Ostwald's Dilution Law
Ostwald's dilution law relates the degree of dissociation of a weak electrolyte to its concentration and dissociation constant Ka.
The Formula
When α << 1: K_a ≈ α²C
α ≈ √(K_a / C)
Ostwald's dilution law (1888), named after chemist Wilhelm Ostwald, describes the equilibrium between a weak electrolyte and its ions. For a weak acid HA dissociating as HA → H&sup+ + A⊃−, the degree of dissociation α depends on both the acid dissociation constant K_a and the concentration C. A key insight: diluting a weak acid increases its degree of dissociation — consistent with Le Chatelier's principle.
Variables
| Symbol | Meaning | Unit |
|---|---|---|
| K_a | Acid dissociation constant | mol/L |
| α | Degree of dissociation (fraction of molecules that dissociate) | dimensionless (0 to 1) |
| C | Initial molar concentration of the weak acid | mol/L (M) |
Example 1 — Acetic Acid pH
Find the degree of dissociation and pH of 0.1 M acetic acid (K_a = 1.8 × 10−5).
α ≈ √(K_a / C) = √(1.8 × 10−5 / 0.1) = √(1.8 × 10−4) = 0.01342
Degree of dissociation = 1.342% (about 1.34% of acetic acid molecules dissociate)
[H&sup+;] = α × C = 0.01342 × 0.1 = 1.342 × 10−3 mol/L
pH = −log(1.342 × 10−3) ≈ 2.87
Example 2 — Effect of Dilution
Compare the degree of dissociation of acetic acid at 0.1 M, 0.01 M, and 0.001 M.
At 0.1 M: α = √(1.8×10−5 / 0.1) = 0.0134 (1.34%)
At 0.01 M: α = √(1.8×10−5 / 0.01) = 0.0424 (4.24%)
At 0.001 M: α = √(1.8×10−5 / 0.001) = 0.134 (13.4%) — 10-fold dilution increases dissociation from 1.34% to 13.4%
When to Use It
Use Ostwald's dilution law when:
- Calculating the degree of dissociation of weak acids and bases
- Finding [H&sup+;] and pH of weak acid solutions
- Determining K_a from conductivity measurements (Kohlrausch's law data)
- Predicting how pH changes when a weak acid solution is diluted
- Understanding why pure water has only 10−7 mol/L of H&sup+ ions (water self-ionizes with K_w = 10−14)
The approximation α ≈ √(K_a/C) is valid when α < 0.05 (less than 5% dissociation). For higher degrees of dissociation, use the exact quadratic form: α = [−K_a + √(K_a² + 4K_aC)] / (2C).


# [WHAT TO DO]
Transcribe each line below without altering anything.

Pixel coordinate grounding data:
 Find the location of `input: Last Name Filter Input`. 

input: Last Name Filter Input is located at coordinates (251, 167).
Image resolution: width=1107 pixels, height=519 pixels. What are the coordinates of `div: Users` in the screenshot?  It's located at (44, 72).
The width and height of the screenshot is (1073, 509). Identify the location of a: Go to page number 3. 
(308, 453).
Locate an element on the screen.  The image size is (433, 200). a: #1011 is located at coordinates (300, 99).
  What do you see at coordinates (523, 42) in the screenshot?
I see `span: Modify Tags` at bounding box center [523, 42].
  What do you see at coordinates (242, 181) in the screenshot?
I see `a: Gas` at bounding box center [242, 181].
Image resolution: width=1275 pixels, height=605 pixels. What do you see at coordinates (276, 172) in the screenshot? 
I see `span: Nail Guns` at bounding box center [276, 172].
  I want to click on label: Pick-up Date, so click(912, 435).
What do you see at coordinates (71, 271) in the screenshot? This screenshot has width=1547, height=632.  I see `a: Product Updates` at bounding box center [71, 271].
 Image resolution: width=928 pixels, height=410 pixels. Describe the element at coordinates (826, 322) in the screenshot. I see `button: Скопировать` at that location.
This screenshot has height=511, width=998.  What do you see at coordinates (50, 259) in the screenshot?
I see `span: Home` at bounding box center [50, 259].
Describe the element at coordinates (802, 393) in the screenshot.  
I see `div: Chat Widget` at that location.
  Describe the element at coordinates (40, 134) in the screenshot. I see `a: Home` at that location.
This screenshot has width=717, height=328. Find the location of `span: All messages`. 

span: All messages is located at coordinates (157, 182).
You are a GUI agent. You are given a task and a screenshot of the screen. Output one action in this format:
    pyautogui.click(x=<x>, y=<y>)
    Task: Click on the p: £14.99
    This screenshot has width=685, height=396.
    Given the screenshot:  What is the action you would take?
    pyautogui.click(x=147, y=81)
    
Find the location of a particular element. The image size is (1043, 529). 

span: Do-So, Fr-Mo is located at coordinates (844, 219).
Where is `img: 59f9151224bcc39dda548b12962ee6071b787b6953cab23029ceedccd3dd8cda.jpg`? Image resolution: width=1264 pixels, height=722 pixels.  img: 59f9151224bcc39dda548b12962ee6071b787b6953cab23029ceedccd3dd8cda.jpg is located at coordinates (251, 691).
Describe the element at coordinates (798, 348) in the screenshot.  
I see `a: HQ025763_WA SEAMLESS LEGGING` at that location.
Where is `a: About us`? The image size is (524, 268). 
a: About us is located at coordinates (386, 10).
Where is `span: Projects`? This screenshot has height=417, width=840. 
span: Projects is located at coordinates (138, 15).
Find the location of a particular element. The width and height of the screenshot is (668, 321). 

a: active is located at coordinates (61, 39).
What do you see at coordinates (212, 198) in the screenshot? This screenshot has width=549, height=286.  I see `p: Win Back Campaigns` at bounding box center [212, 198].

# [RESULT]
 Find the location of `input: Last Name Filter Input`. 

input: Last Name Filter Input is located at coordinates (251, 167).
Image resolution: width=1107 pixels, height=519 pixels. What are the coordinates of `div: Users` in the screenshot?  It's located at (44, 72).
The width and height of the screenshot is (1073, 509). Identify the location of a: Go to page number 3. 
(308, 453).
Locate an element on the screen.  The image size is (433, 200). a: #1011 is located at coordinates (300, 99).
  What do you see at coordinates (523, 42) in the screenshot?
I see `span: Modify Tags` at bounding box center [523, 42].
  What do you see at coordinates (242, 181) in the screenshot?
I see `a: Gas` at bounding box center [242, 181].
Image resolution: width=1275 pixels, height=605 pixels. What do you see at coordinates (276, 172) in the screenshot? 
I see `span: Nail Guns` at bounding box center [276, 172].
  I want to click on label: Pick-up Date, so click(912, 435).
What do you see at coordinates (71, 271) in the screenshot? This screenshot has width=1547, height=632.  I see `a: Product Updates` at bounding box center [71, 271].
 Image resolution: width=928 pixels, height=410 pixels. Describe the element at coordinates (826, 322) in the screenshot. I see `button: Скопировать` at that location.
This screenshot has height=511, width=998.  What do you see at coordinates (50, 259) in the screenshot?
I see `span: Home` at bounding box center [50, 259].
Describe the element at coordinates (802, 393) in the screenshot.  
I see `div: Chat Widget` at that location.
  Describe the element at coordinates (40, 134) in the screenshot. I see `a: Home` at that location.
This screenshot has width=717, height=328. Find the location of `span: All messages`. 

span: All messages is located at coordinates (157, 182).
You are a GUI agent. You are given a task and a screenshot of the screen. Output one action in this format:
    pyautogui.click(x=<x>, y=<y>)
    Task: Click on the p: £14.99
    This screenshot has width=685, height=396.
    Given the screenshot:  What is the action you would take?
    pyautogui.click(x=147, y=81)
    
Find the location of a particular element. The image size is (1043, 529). 

span: Do-So, Fr-Mo is located at coordinates (844, 219).
Where is `img: 59f9151224bcc39dda548b12962ee6071b787b6953cab23029ceedccd3dd8cda.jpg`? Image resolution: width=1264 pixels, height=722 pixels.  img: 59f9151224bcc39dda548b12962ee6071b787b6953cab23029ceedccd3dd8cda.jpg is located at coordinates (251, 691).
Describe the element at coordinates (798, 348) in the screenshot.  
I see `a: HQ025763_WA SEAMLESS LEGGING` at that location.
Where is `a: About us`? The image size is (524, 268). 
a: About us is located at coordinates (386, 10).
Where is `span: Projects`? This screenshot has height=417, width=840. 
span: Projects is located at coordinates (138, 15).
Find the location of a particular element. The width and height of the screenshot is (668, 321). 

a: active is located at coordinates (61, 39).
What do you see at coordinates (212, 198) in the screenshot? This screenshot has width=549, height=286.  I see `p: Win Back Campaigns` at bounding box center [212, 198].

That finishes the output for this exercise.